> [Required action]:
Could you reproduce the lines below from the one with "pyautogui.click(x=<x>, y=<y>)" through the one with "The image size is (728, 563)."? Keep both ends and add nothing.

::::::::::

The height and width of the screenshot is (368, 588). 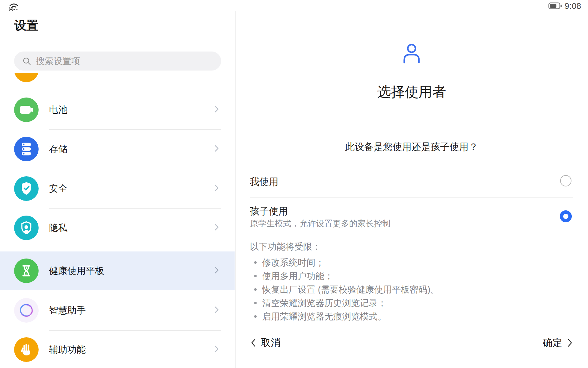 I want to click on list-divider, so click(x=135, y=248).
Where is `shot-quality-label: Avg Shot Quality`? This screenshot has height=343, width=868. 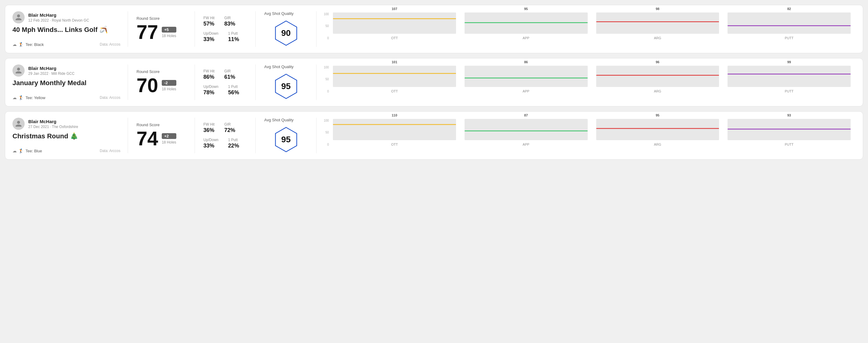
shot-quality-label: Avg Shot Quality is located at coordinates (279, 13).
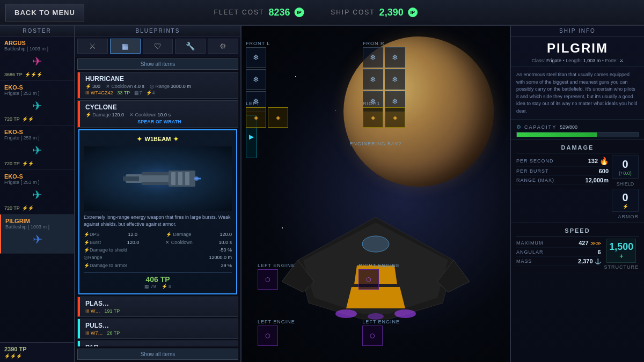 This screenshot has height=362, width=644. What do you see at coordinates (256, 79) in the screenshot?
I see `slot-front-l-2: ❄` at bounding box center [256, 79].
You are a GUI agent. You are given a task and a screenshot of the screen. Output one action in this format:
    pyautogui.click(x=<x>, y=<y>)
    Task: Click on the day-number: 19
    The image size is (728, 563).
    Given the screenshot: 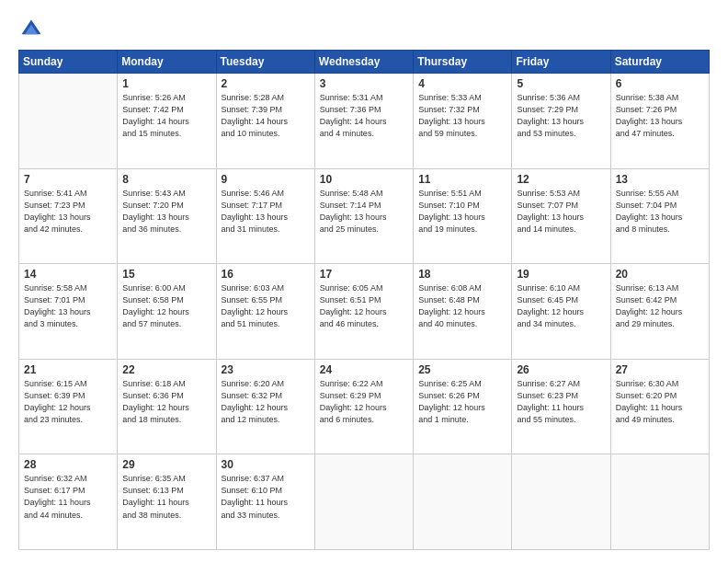 What is the action you would take?
    pyautogui.click(x=561, y=274)
    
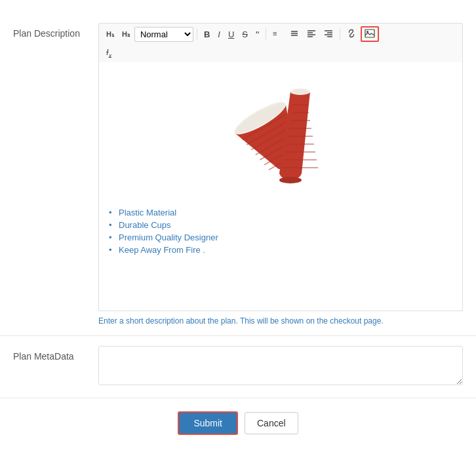 This screenshot has width=476, height=469. What do you see at coordinates (110, 34) in the screenshot?
I see `h1-button: H₁` at bounding box center [110, 34].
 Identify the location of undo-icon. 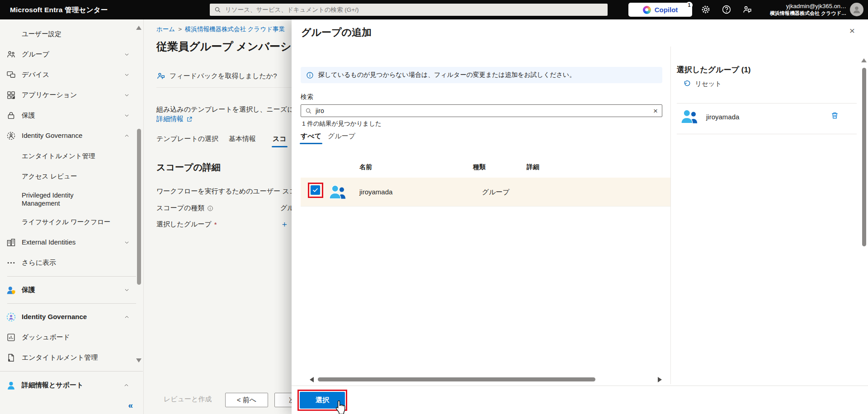
(687, 84).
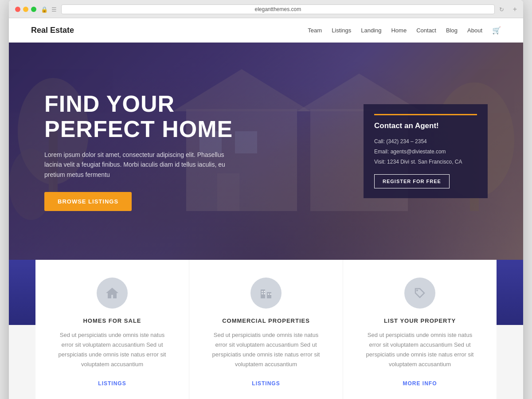  I want to click on cart-icon: 🛒, so click(497, 30).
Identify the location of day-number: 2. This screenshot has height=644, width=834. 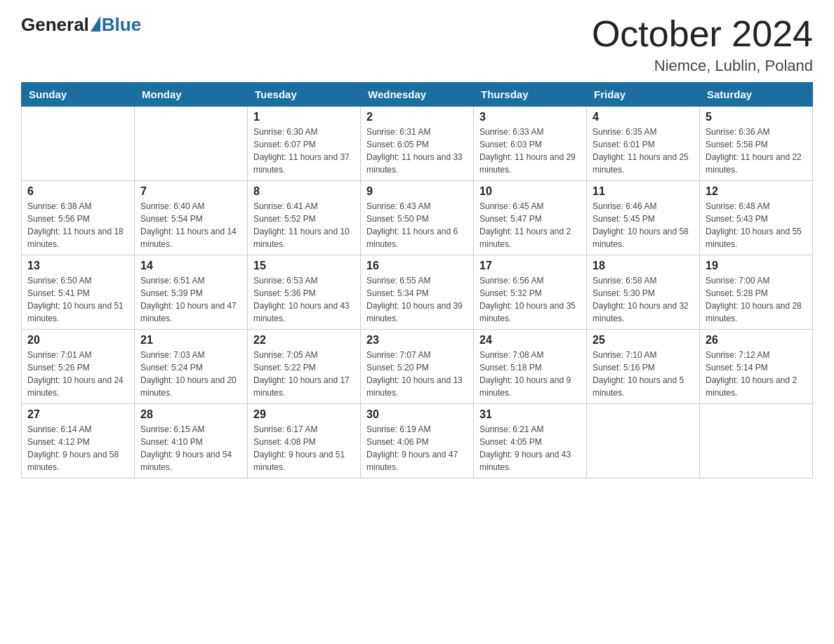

::::::::::

> [Task result]:
    pyautogui.click(x=<x>, y=<y>)
    Task: Click on the day-number: 19
    The image size is (728, 563).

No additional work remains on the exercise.